From anthrax to botulism, from smallpox to Ebola, the threat of biological destruction is rapidly overtaking our collective fear of atomic weaponry. This riveting narrative traces America's own covert biological weapons program from its origins in World War II to its abrupt cancellation in 1969. In light of America's increasing surveillance and condemnation of foreign biological weapons programs, this expos of America's own dangerous Cold War secret is both fascinating and shocking. The project, at its peak, employed 5,000 people and tested pathogens on 2,000 live human volunteers; conducted open-air tests on American soil; sprayed our cities with bacterial aerosols; and stockpiled millions of bacterial bombs for instant deployment. Yet, surprisingly, almost nothing has been published about this project until now. This is the first book to expose the true story of America's secret program to create biological weapons of mass destruction.




Six-Legged Soldiers


Book Description

Examines how insects have been used as weapons in wartime conflicts throughout history, presenting as examples how scorpions were used in Roman times and hornets nests were used during the MIddle Ages in siege warfare and how insects have been used in Vietnam, China, and Korea.




Germs


Book Description

In this “engrossing, well-documented, and highly readable” (San Francisco Chronicle) New York Times bestseller, three veteran reporters draw on top sources inside and outside the U.S. government to reveal Washington's secret strategies for combating germ warfare and the deadly threat of biological and chemical weapons.

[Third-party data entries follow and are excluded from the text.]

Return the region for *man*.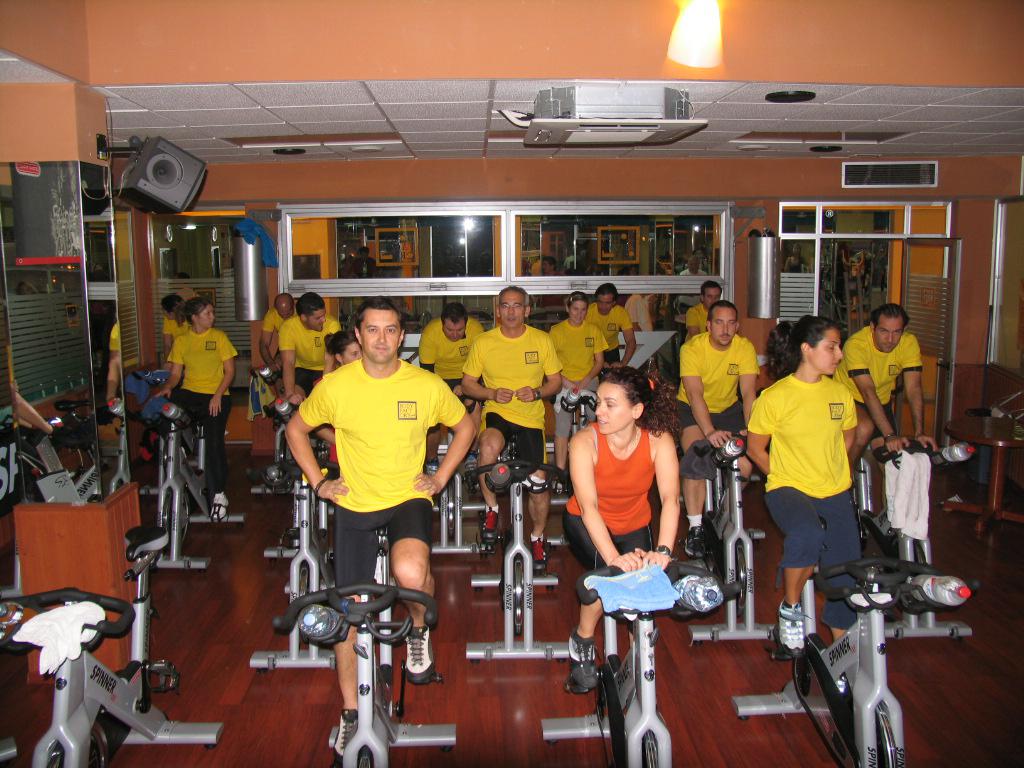
(x1=668, y1=298, x2=764, y2=558).
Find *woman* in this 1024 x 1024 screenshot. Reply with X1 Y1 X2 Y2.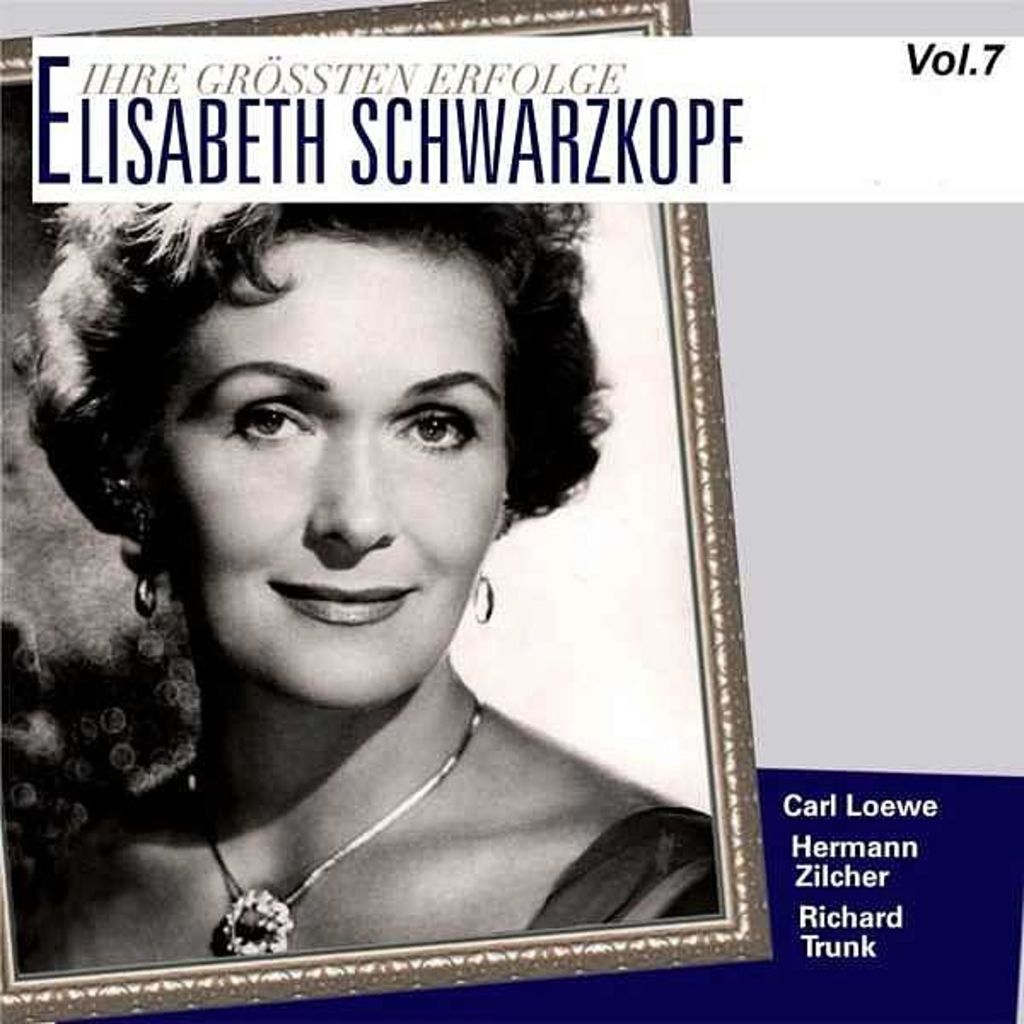
19 104 783 956.
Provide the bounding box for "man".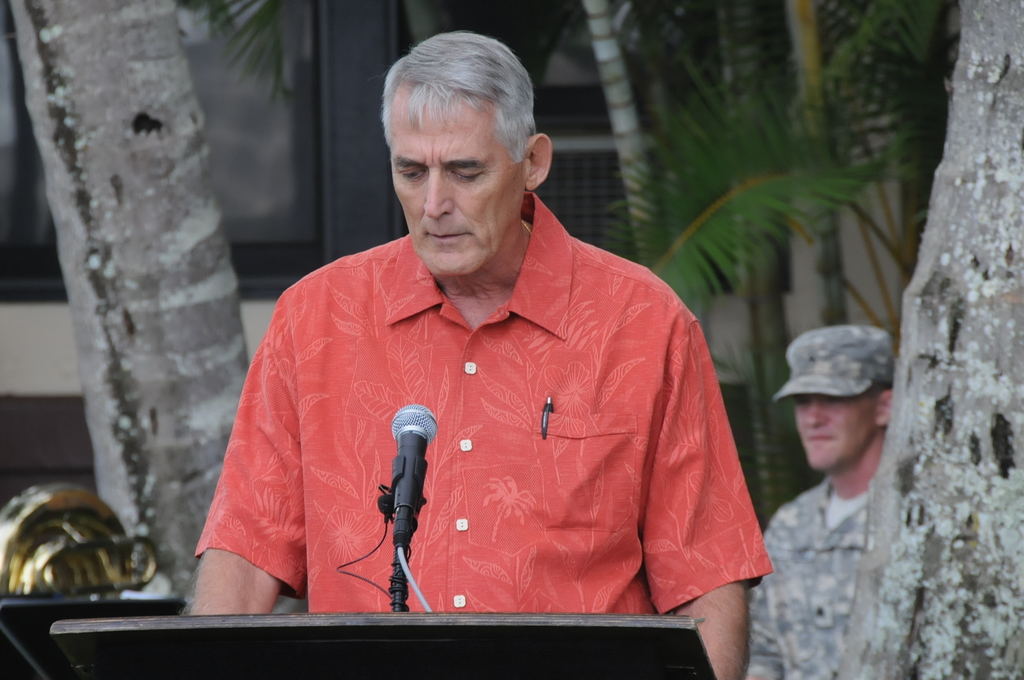
x1=741, y1=324, x2=900, y2=679.
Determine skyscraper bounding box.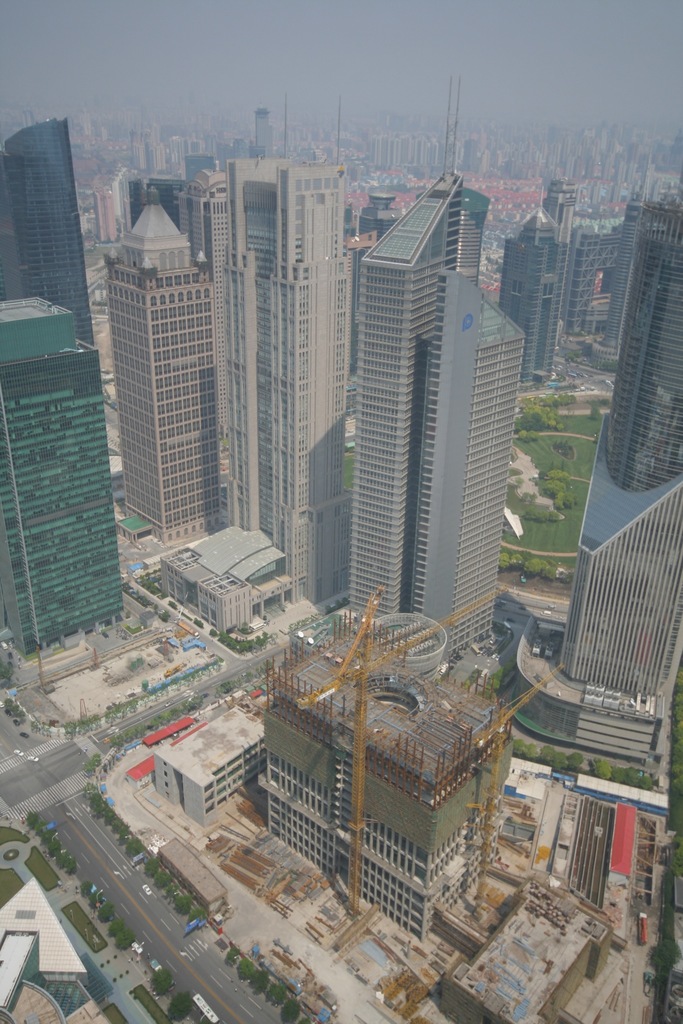
Determined: {"x1": 494, "y1": 203, "x2": 582, "y2": 388}.
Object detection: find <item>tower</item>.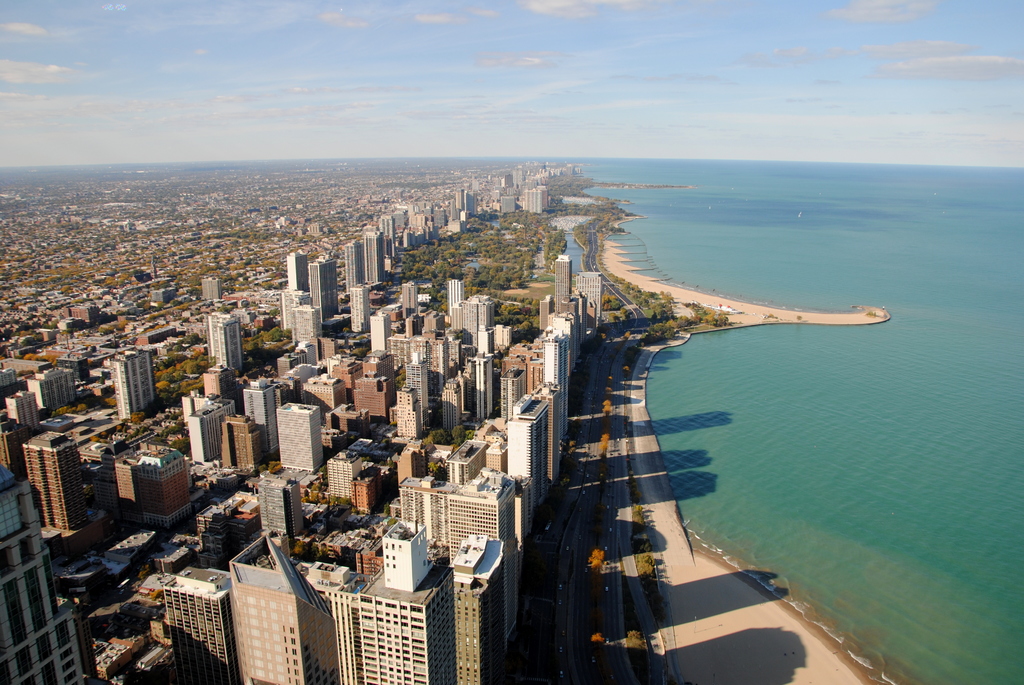
bbox(286, 298, 321, 349).
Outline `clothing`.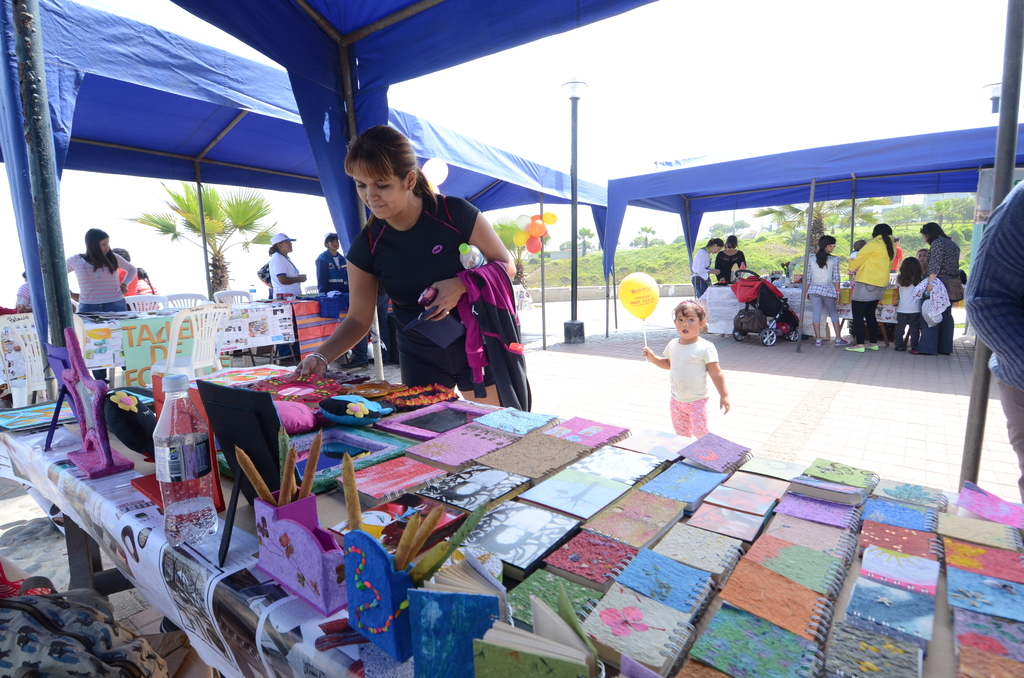
Outline: locate(135, 275, 161, 313).
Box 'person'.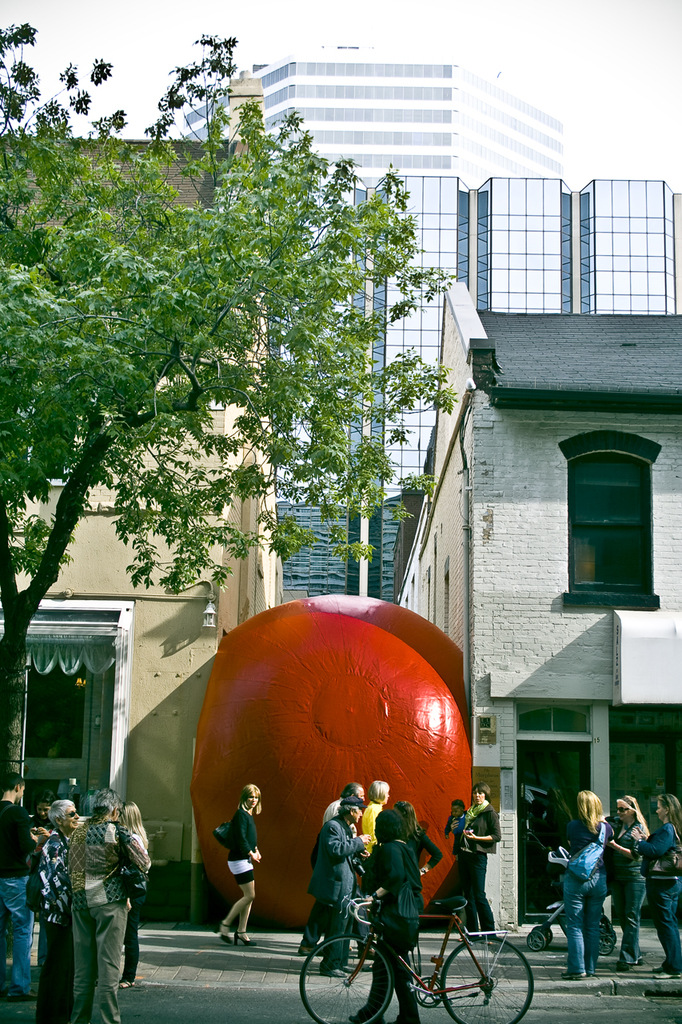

Today Americans have begun to grapple with two difficult truths: that there is no terrorist threat more horrifying—and less understood—than germ warfare, and that it would take very little to mount a devastating attack on American soil. Featuring an inside look at how germ warfare has been waged throughout history and what form its future might take (and in whose hands), Germs reads like a gripping detective story told by fascinating key figures: American and Soviet medical specialists who once made germ weapons but now fight their spread, FBI agents who track Islamic radicals, the Iraqis who built Saddam Hussein's secret arsenal, spies who travel the world collecting lethal microbes, and scientists who see ominous developments on the horizon. With clear scientific explanations and harrowing insights, Germs is a vivid, masterfully written—and timely—work of investigative journalism.